Navy mandates COTS for data and communications pgrade

Oct. 1, 1997
WASHINGTON - U.S. Navy officials, in an effort to standardize the voice, video, and data systems at their bases worldwide, are tasking experts at Lucent Technologies Inc. of Murray Hill, N.J., and GTE Government Systems Corp. in Stamford, Conn., to provide components for a new telecommunications system.

By John McHale

WASHINGTON - U.S. Navy officials, in an effort to standardize the voice, video, and data systems at their bases worldwide, are tasking experts at Lucent Technologies Inc. of Murray Hill, N.J., and GTE Government Systems Corp. in Stamford, Conn., to provide components for a new telecommunications system.

The so-called Infrastructure Modernization of Voice, Video, and Data (VIVID) Supplies, Services, and Local Access and Usage project will provide switches, servers, multiplexers, voice mail, phone sets, fiber cable, wireless equipment, and services related to voice, video, and data communications to different bases.

VIVID will standardize on commercial-off-the shelf (COTS) equipment. "For VIVID we are going to pull technology together rather than push out new technology," says Kurt Lawson, VIVID technical program manager at GTE.

These upgrades also will provide voice, video, and data capabilities for ships at sea and at dockside, says Jim O`Neill, president of Lucent`s government services business. Managing the program will be officials of the Space and Naval Warfare Systems Command in Arlington, Va.

Officials of the Navy and any other Department of Defense agency can use the VIVID contract to buy or lease a wide variety of telecommunications and information-processing equipment such as data networking equipment, network management and security systems, cable plant, SONET transmission equipment, and telephone switches.

Lucent, the only bidder to receive a full contract, will supply networks, equipment and telecommunications services. Companies receiving partial contracts will vie with Lucent for an estimated $2.9 billion in business over the next 10 years.

Navy officials awarded the contract by having each company try to solve all the telecommunications problems of one fictitious base, explains Tom Earley, program manager for VIVID at Lucent. The fictitious base had a representation of each problem at all the bases worldwide.

"Our technology will add the capability of five-way video-conferencing through use of digital switches and wireless networks will be used on shipboard applications," he says.

"The new systems will have an affect on the seaman`s personal life as well," Earley says. "Currently every time a ship enters a new port, the sailors must change the phone number where family can reach them. Under the VIVID contract each ship will have the same phone number anywhere they go in the world."

Lucent is offering its 5ESS-2000 Switch, DEFINITY Enterprise Communications Server, multimedia communications exchange server, Multipoint Conferencing Unit, SONET multiplexers, WaveLAN and WavePoint systems for wireless network connectivity, Intuity voice mail, ISDN phone sets, fiber optic cable, and microwave equipment.

GTE`s partner on VIVID, Electronic Data Systems of Plano, Texas, will provide data network design, installation, and management services, as well as for subcontracting out information-processing services under the program.

The process will be a migration that will take 10 years if the Navy continues to have the money to finance it, Lawson says. "We won`t be going in and replacing the system overnight."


> Task directions
In the material below, how many lines contain the string "checker"? Reply with the number only.

> Provided material
==================================================
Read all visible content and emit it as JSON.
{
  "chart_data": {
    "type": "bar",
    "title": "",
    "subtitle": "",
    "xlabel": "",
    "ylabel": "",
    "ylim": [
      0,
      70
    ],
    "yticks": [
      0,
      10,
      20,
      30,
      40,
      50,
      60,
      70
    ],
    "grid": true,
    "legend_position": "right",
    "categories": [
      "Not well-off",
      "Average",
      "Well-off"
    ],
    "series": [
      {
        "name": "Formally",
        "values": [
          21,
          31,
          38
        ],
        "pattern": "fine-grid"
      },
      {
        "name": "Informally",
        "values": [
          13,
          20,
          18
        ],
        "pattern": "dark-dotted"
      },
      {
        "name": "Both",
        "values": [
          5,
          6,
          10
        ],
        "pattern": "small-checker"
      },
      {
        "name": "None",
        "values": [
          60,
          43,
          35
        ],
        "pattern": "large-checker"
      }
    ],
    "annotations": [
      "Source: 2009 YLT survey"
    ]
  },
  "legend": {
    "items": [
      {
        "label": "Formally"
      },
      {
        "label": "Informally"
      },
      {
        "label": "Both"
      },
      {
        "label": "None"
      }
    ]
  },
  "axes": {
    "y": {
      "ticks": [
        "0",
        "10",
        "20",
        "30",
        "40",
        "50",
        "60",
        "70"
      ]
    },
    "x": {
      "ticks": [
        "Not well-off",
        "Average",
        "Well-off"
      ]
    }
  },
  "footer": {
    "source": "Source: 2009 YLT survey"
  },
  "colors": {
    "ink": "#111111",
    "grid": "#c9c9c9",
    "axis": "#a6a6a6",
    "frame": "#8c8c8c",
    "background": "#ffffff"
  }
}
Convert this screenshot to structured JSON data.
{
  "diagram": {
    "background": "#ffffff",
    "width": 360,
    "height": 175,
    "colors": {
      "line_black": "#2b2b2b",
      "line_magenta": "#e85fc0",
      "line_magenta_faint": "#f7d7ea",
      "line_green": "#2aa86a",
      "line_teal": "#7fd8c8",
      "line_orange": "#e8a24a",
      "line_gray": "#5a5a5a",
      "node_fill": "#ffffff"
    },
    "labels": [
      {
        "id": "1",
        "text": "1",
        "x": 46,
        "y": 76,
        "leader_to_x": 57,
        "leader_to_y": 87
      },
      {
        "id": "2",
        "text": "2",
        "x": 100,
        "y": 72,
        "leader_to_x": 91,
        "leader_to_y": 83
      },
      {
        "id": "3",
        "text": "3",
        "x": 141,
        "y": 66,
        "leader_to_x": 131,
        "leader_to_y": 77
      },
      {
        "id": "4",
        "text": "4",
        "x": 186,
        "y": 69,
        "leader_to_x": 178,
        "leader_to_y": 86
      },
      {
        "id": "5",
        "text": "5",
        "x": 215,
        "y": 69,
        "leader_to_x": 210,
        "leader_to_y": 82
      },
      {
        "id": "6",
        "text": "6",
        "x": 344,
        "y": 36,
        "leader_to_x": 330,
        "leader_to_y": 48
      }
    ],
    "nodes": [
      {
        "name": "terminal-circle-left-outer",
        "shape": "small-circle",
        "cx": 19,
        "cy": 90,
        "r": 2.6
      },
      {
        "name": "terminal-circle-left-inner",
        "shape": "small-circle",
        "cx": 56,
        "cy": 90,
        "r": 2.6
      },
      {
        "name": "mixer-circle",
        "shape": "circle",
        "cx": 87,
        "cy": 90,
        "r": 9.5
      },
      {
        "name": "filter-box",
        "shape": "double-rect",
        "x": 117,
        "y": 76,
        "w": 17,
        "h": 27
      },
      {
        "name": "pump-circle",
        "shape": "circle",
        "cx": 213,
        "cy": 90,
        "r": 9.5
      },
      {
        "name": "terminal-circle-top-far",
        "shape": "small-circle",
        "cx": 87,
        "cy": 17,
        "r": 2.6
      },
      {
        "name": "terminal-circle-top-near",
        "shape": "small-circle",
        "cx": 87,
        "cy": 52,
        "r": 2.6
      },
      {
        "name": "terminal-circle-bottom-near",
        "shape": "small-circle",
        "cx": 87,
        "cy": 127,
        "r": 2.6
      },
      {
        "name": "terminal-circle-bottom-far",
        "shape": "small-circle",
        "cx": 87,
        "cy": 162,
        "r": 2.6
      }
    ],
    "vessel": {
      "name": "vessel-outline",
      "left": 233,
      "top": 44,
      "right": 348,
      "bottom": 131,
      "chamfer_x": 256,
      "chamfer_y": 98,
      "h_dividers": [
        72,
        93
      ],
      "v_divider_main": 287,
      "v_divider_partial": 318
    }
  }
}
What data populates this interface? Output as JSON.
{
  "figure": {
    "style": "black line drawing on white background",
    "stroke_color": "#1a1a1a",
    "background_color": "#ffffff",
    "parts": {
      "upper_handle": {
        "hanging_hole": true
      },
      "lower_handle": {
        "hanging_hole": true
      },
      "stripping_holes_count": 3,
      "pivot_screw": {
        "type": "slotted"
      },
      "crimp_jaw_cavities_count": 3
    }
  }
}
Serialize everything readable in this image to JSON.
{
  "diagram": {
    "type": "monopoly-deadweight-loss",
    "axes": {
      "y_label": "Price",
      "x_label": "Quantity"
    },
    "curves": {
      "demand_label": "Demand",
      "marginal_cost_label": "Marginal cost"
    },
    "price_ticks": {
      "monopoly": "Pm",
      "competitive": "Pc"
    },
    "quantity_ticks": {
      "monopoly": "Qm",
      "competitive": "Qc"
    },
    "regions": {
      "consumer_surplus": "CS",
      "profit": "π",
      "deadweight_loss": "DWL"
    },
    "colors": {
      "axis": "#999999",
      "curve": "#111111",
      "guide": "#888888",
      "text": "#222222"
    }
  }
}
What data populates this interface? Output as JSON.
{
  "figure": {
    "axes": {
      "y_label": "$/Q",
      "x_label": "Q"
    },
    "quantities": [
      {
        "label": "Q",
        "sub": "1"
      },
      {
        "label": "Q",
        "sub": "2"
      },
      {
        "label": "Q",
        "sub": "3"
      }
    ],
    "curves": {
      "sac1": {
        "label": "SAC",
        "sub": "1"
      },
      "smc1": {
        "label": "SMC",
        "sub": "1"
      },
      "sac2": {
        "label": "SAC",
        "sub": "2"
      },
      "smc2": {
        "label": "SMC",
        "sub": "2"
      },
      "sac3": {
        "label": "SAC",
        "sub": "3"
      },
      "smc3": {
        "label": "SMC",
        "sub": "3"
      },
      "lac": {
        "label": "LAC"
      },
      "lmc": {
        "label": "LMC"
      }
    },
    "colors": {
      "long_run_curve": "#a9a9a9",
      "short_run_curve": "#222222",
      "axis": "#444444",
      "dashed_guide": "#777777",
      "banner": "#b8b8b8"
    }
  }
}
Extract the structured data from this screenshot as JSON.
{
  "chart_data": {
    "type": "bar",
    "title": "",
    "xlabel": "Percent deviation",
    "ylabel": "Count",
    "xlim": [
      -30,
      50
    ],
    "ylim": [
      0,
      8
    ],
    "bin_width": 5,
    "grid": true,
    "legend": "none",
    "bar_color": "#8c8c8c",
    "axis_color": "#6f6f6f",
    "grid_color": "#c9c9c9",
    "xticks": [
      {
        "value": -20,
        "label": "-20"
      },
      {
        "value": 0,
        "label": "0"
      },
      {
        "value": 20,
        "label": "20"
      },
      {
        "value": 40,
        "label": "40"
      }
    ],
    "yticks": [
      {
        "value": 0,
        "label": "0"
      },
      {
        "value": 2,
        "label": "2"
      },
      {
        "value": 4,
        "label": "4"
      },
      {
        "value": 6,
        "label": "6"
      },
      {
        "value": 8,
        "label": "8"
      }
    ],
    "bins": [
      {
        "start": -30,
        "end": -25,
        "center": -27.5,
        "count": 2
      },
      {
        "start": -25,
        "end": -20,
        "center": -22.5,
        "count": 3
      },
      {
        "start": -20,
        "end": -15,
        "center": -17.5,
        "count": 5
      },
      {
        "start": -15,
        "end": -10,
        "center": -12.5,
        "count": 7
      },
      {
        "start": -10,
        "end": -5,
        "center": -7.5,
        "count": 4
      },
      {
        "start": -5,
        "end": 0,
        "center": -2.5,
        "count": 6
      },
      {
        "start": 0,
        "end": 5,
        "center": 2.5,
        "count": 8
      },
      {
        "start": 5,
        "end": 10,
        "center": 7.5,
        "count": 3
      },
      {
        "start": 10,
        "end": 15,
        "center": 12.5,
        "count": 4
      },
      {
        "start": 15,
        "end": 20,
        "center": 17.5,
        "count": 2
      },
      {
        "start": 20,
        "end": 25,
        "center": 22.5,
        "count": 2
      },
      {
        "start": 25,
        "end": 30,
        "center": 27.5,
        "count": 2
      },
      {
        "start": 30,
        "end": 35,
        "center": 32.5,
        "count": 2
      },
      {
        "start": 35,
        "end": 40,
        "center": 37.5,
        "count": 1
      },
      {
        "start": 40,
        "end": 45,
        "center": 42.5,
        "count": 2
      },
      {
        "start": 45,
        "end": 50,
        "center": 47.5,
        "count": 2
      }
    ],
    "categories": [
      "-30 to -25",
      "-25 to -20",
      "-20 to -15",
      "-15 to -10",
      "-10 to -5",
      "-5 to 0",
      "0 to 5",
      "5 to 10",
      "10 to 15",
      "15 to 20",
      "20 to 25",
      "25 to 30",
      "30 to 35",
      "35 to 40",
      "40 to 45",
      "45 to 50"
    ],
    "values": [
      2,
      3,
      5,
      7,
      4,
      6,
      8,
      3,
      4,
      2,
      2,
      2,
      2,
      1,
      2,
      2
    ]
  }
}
==================================================
> Result
2